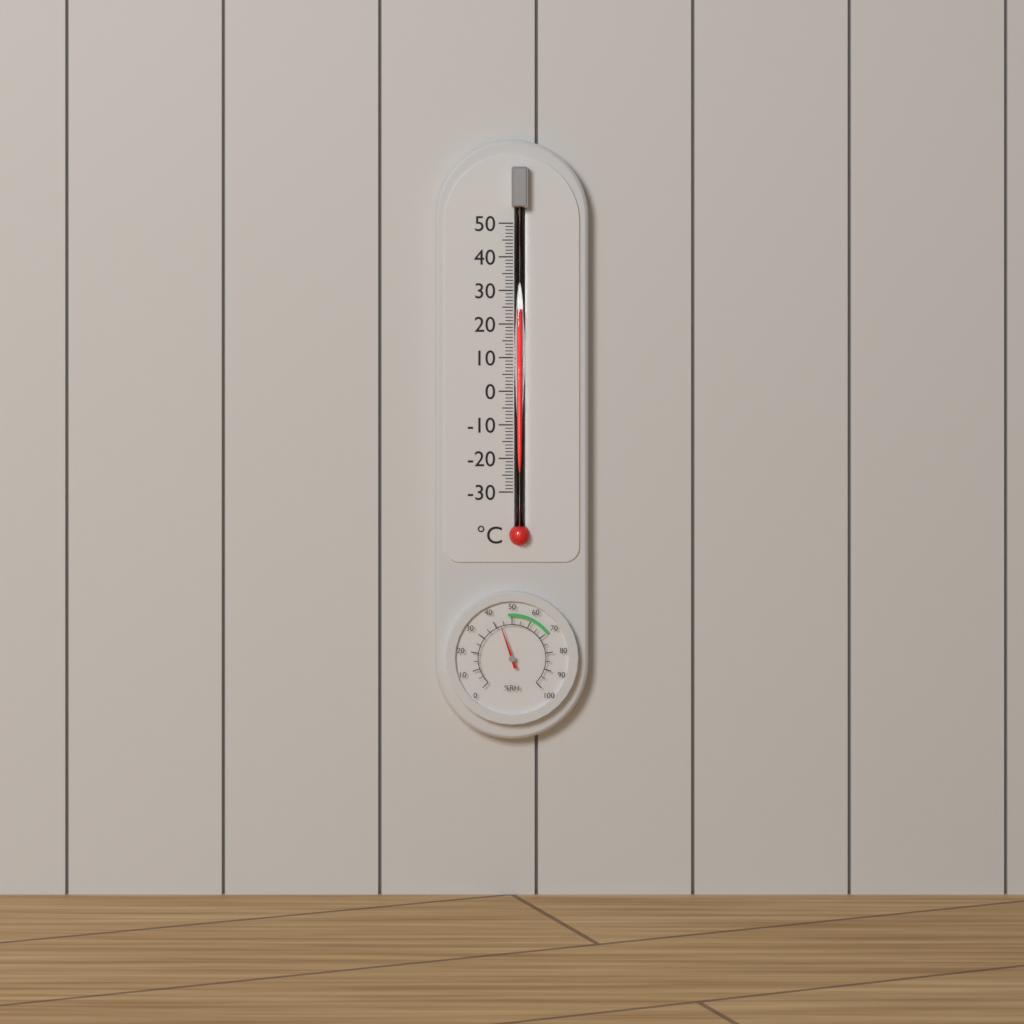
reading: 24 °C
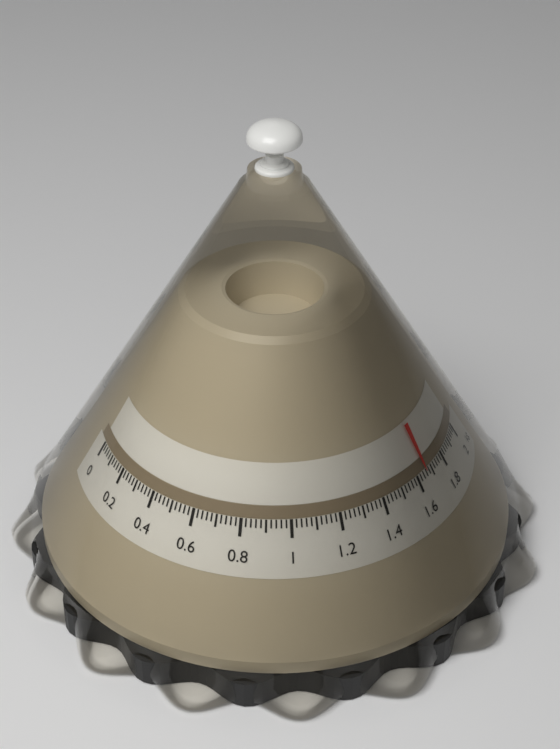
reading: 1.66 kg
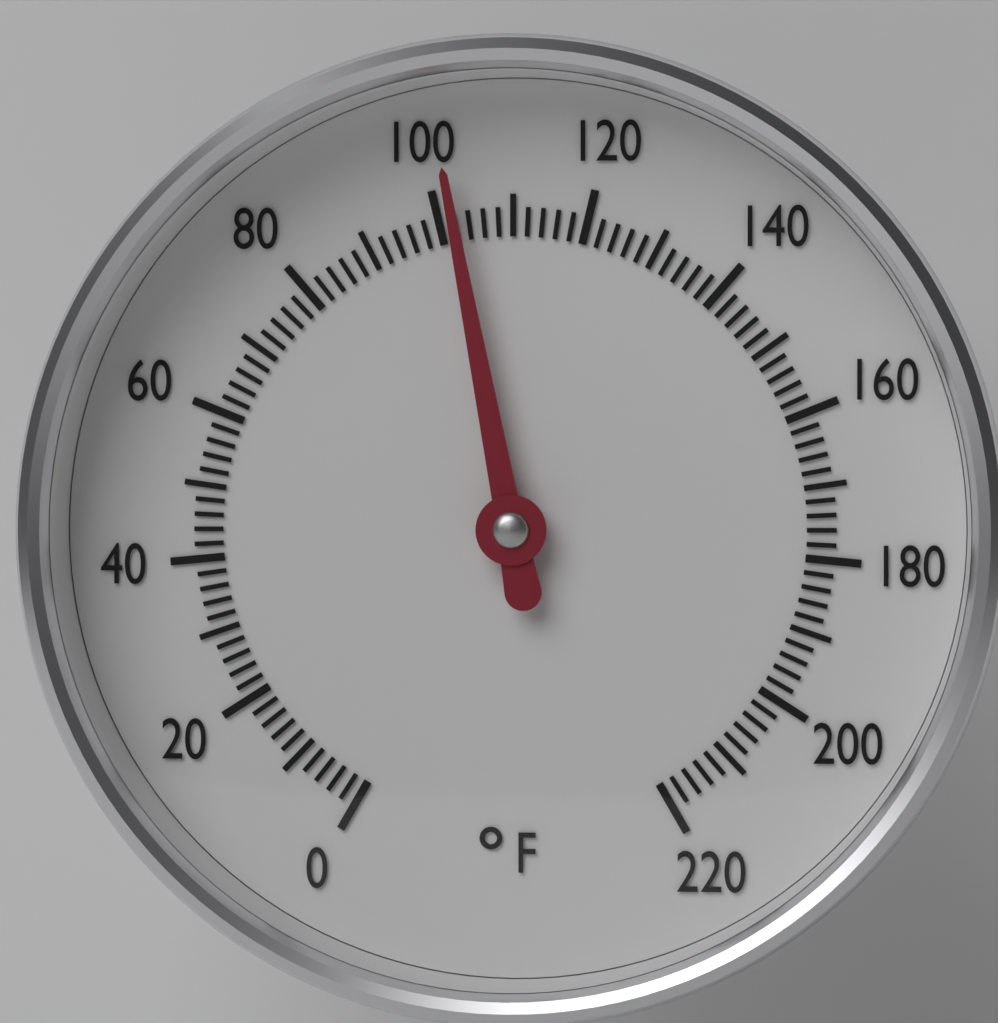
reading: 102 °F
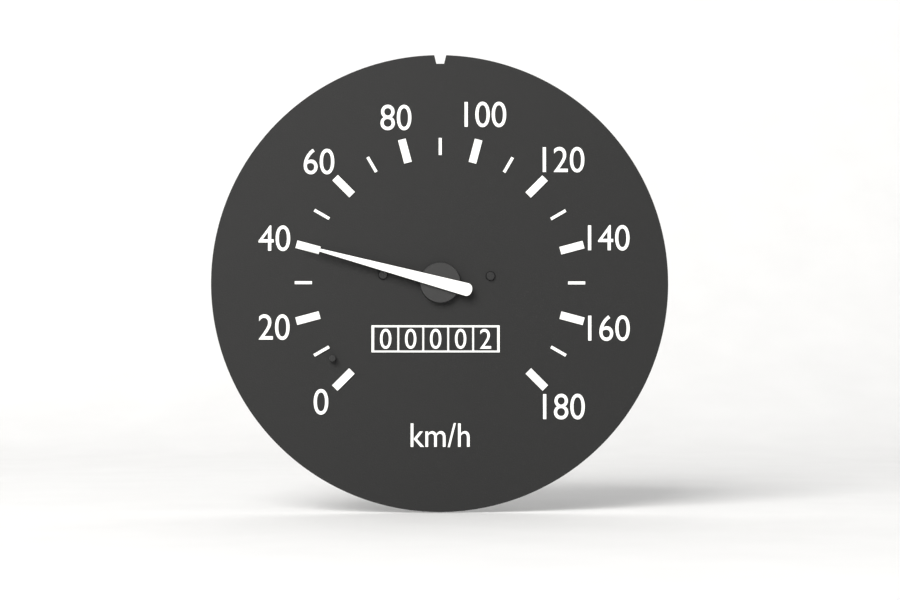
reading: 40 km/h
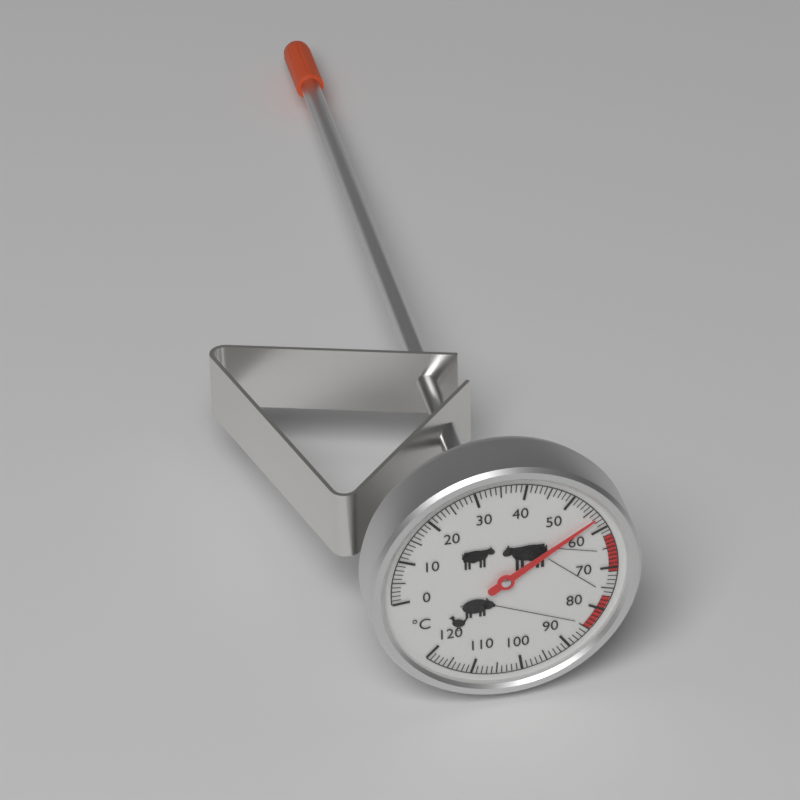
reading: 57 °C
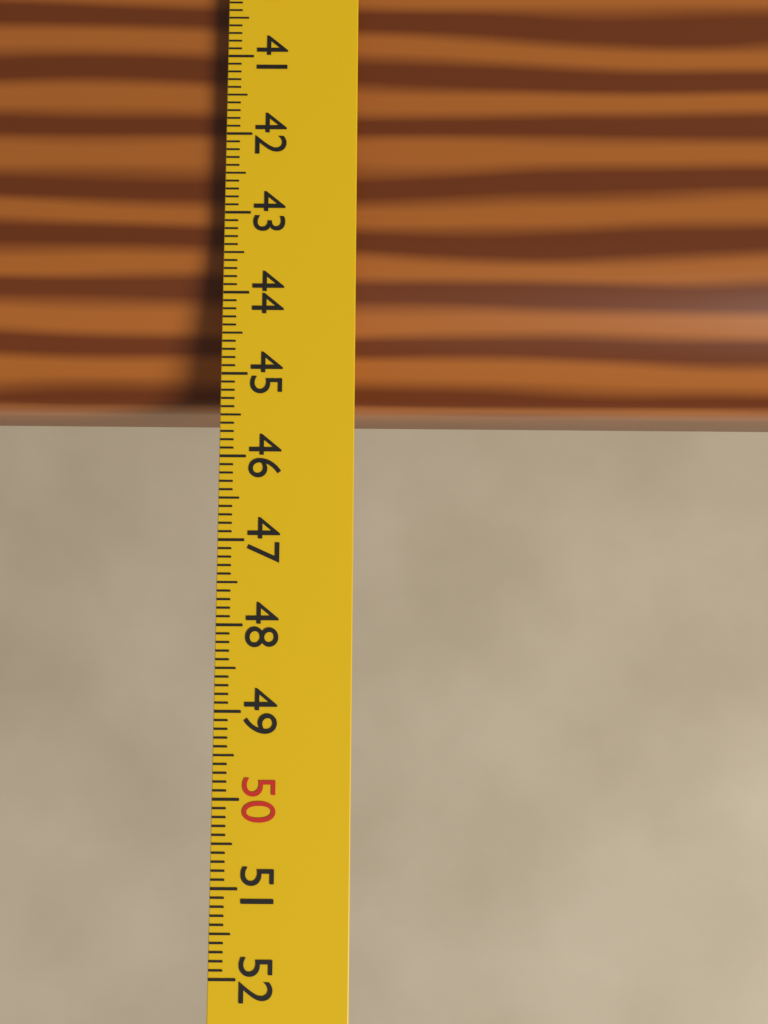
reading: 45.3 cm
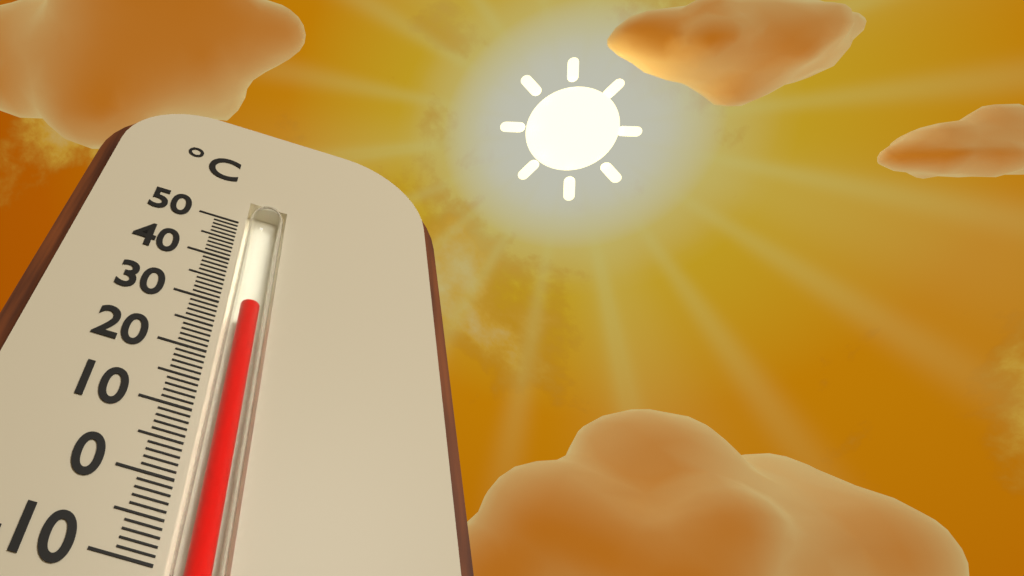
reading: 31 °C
########
* What you need to do:
Set down exactly, with no additions, each line from the line that includes "reading: 1.66 kg" to the final line of the entries above; leave pictures out.

* Written response:
reading: 1.66 kg
reading: 102 °F
reading: 40 km/h
reading: 57 °C
reading: 45.3 cm
reading: 31 °C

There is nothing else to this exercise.